According to an eMarketer report, one-fifth of respondents to a marketing study revealed that they had used influencer content in their digital ads. They might post a photograph of an influencer wearing a piece of clothing, for instance, to promote an apparel brand. Along with a well-worded pitch, this type of advertisement can easily move product.

Make sure you have permission to use the content commercially (which is usually part-and-parcel of influencer campaigns.) Additionally, target your advertisements to an audience that will recognize your influencer and therefore ascribe more meaning to the promotion. If consumers don’t know the influencer, they probably won’t feel swayed by his or her opinion.

Friday, May 5, 2017

SEO | SEO Tips | Website Redesign

10 SEO Mistakes to Avoid During a Website Redesign

Redesigning a website can be a huge project, with hundreds of technical, financial, creative, operational, and strategic decisions to think through. From planning out your goals to building your site from the ground up, it can take months of planning, designing, writing, and developing before you can show off your masterpiece to the world.

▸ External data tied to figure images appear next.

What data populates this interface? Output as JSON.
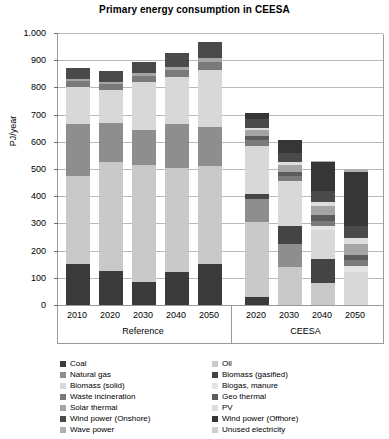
{
  "chart_data": {
    "type": "bar",
    "variant": "stacked",
    "title": "Primary energy consumption in CEESA",
    "xlabel": "",
    "ylabel": "PJ/year",
    "ylim": [
      0,
      1000
    ],
    "ytick_values": [
      0,
      100,
      200,
      300,
      400,
      500,
      600,
      700,
      800,
      900,
      1000
    ],
    "ytick_labels": [
      "0",
      "100",
      "200",
      "300",
      "400",
      "500",
      "600",
      "700",
      "800",
      "900",
      "1.000"
    ],
    "grid": true,
    "legend_position": "bottom",
    "groups": [
      {
        "name": "Reference",
        "categories": [
          "2010",
          "2020",
          "2030",
          "2040",
          "2050"
        ]
      },
      {
        "name": "CEESA",
        "categories": [
          "2020",
          "2030",
          "2040",
          "2050"
        ]
      }
    ],
    "categories": [
      "2010",
      "2020",
      "2030",
      "2040",
      "2050",
      "2020",
      "2030",
      "2040",
      "2050"
    ],
    "series": [
      {
        "name": "Coal",
        "color": "#3b3b3b",
        "values": [
          150,
          125,
          85,
          120,
          150,
          30,
          0,
          0,
          0
        ]
      },
      {
        "name": "Oil",
        "color": "#c9c9c9",
        "values": [
          325,
          400,
          430,
          385,
          360,
          275,
          140,
          80,
          0
        ]
      },
      {
        "name": "Natural gas",
        "color": "#8e8e8e",
        "values": [
          190,
          145,
          130,
          160,
          145,
          85,
          85,
          0,
          0
        ]
      },
      {
        "name": "Biomass (gasified)",
        "color": "#444444",
        "values": [
          0,
          0,
          0,
          0,
          0,
          20,
          65,
          90,
          0
        ]
      },
      {
        "name": "Biomass (solid)",
        "color": "#d8d8d8",
        "values": [
          135,
          120,
          175,
          175,
          210,
          175,
          165,
          105,
          120
        ]
      },
      {
        "name": "Biogas, manure",
        "color": "#e4e4e4",
        "values": [
          0,
          0,
          0,
          0,
          0,
          0,
          0,
          15,
          25
        ]
      },
      {
        "name": "Waste incineration",
        "color": "#7a7a7a",
        "values": [
          25,
          22,
          23,
          25,
          28,
          20,
          20,
          20,
          20
        ]
      },
      {
        "name": "Geo thermal",
        "color": "#5c5c5c",
        "values": [
          0,
          0,
          0,
          0,
          0,
          15,
          15,
          20,
          20
        ]
      },
      {
        "name": "Solar thermal",
        "color": "#a5a5a5",
        "values": [
          5,
          8,
          10,
          12,
          15,
          25,
          25,
          35,
          40
        ]
      },
      {
        "name": "PV",
        "color": "#dedede",
        "values": [
          0,
          0,
          0,
          0,
          0,
          5,
          10,
          15,
          20
        ]
      },
      {
        "name": "Wind power (Onshore)",
        "color": "#4a4a4a",
        "values": [
          40,
          40,
          42,
          50,
          60,
          35,
          35,
          40,
          45
        ]
      },
      {
        "name": "Wind power (Offhore)",
        "color": "#363636",
        "values": [
          0,
          0,
          0,
          0,
          0,
          20,
          45,
          105,
          200
        ]
      },
      {
        "name": "Wave power",
        "color": "#b0b0b0",
        "values": [
          0,
          0,
          0,
          0,
          0,
          0,
          0,
          5,
          10
        ]
      },
      {
        "name": "Unused electricity",
        "color": "#cfcfcf",
        "values": [
          0,
          0,
          0,
          0,
          0,
          0,
          0,
          0,
          0
        ]
      }
    ],
    "totals": [
      870,
      860,
      895,
      927,
      968,
      680,
      570,
      530,
      480
    ]
  },
  "legend": {
    "left_column": [
      {
        "label": "Coal",
        "color": "#3b3b3b"
      },
      {
        "label": "Natural gas",
        "color": "#8e8e8e"
      },
      {
        "label": "Biomass (solid)",
        "color": "#d8d8d8"
      },
      {
        "label": "Waste incineration",
        "color": "#7a7a7a"
      },
      {
        "label": "Solar thermal",
        "color": "#a5a5a5"
      },
      {
        "label": "Wind power (Onshore)",
        "color": "#4a4a4a"
      },
      {
        "label": "Wave power",
        "color": "#b0b0b0"
      }
    ],
    "right_column": [
      {
        "label": "Oil",
        "color": "#c9c9c9"
      },
      {
        "label": "Biomass (gasified)",
        "color": "#444444"
      },
      {
        "label": "Biogas, manure",
        "color": "#e4e4e4"
      },
      {
        "label": "Geo thermal",
        "color": "#5c5c5c"
      },
      {
        "label": "PV",
        "color": "#dedede"
      },
      {
        "label": "Wind power (Offhore)",
        "color": "#363636"
      },
      {
        "label": "Unused electricity",
        "color": "#cfcfcf"
      }
    ]
  }
}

One key to making sure your launch goes off without a hitch is to ensure your website speaks the language of search engines—or SEO. How do you make sure that any SEO value you’ve built up with your old website is not only retained, but also enhanced in a new website? Here are 10 SEO mistakes to avoid when redesigning your website.

Mistake #1: Redesigning Without Goals

Before you start designing or mapping out content, you need to ask yourself: What are the primary goals and objectives for this new website?

If you plan to use your website to generate sales leads, your content and user experience need to align with your conversion paths, helping to nurture visitors into leads. This is a key element of inbound marketing programs. To find leads, you’ll want to generate awareness by increasing traffic. This means more blogging, premium content creation, social sharing, and reasons to keep people coming back. There is no one-size-fits-all website. So when discussing a redesign with your team, think through these core elements:

Goal of Redesign: What does success look like in 3-6 months?
Personas: Who are your ideal customers? Depending on your business, you may have several types of ideal prospects.
Buyer’s Journey: What are the core phases that a prospect experiences when making a decision to purchase a product like yours?
Key Elements: What are must-have features and components to help us accomplish our goals?

Mistake #2: Not Capturing Data

Now that you’ve made the decision to redesign your site, you should establish metrics based on the performance of your old website. These analytics benchmarks can be found in HubSpot or Google Analytics and will help you set goals for the new site, as well as overall business growth.

Some examples of the types of data include:
  • B2B publishers who monetize based on ad revenue will likely be more concerned with benchmarking time spent on site, overall visits, and average banner clickthrough rates.
  • A B2C company might only care about visitors to sales conversions of a certain product, focusing the entire user experience toward it right away.
  • Or, a service-based organization may be more concerned with lead generation for their sales team and spend more time educating and raising awareness outside of its brand.
From an SEO perspective, in order to retain link equity and any value you’ve built on your current domain, you’ll want to benchmark these metrics at a minimum:
  • Total traffic (from organic search, referrals, etc.)
  • Conversion rates (ideally, each step between traffic and customers)
  • Which pages are getting organic traffic (usually mapped to the best keywords)
  • Usage metrics (geography, bounce rate, time on site, etc.)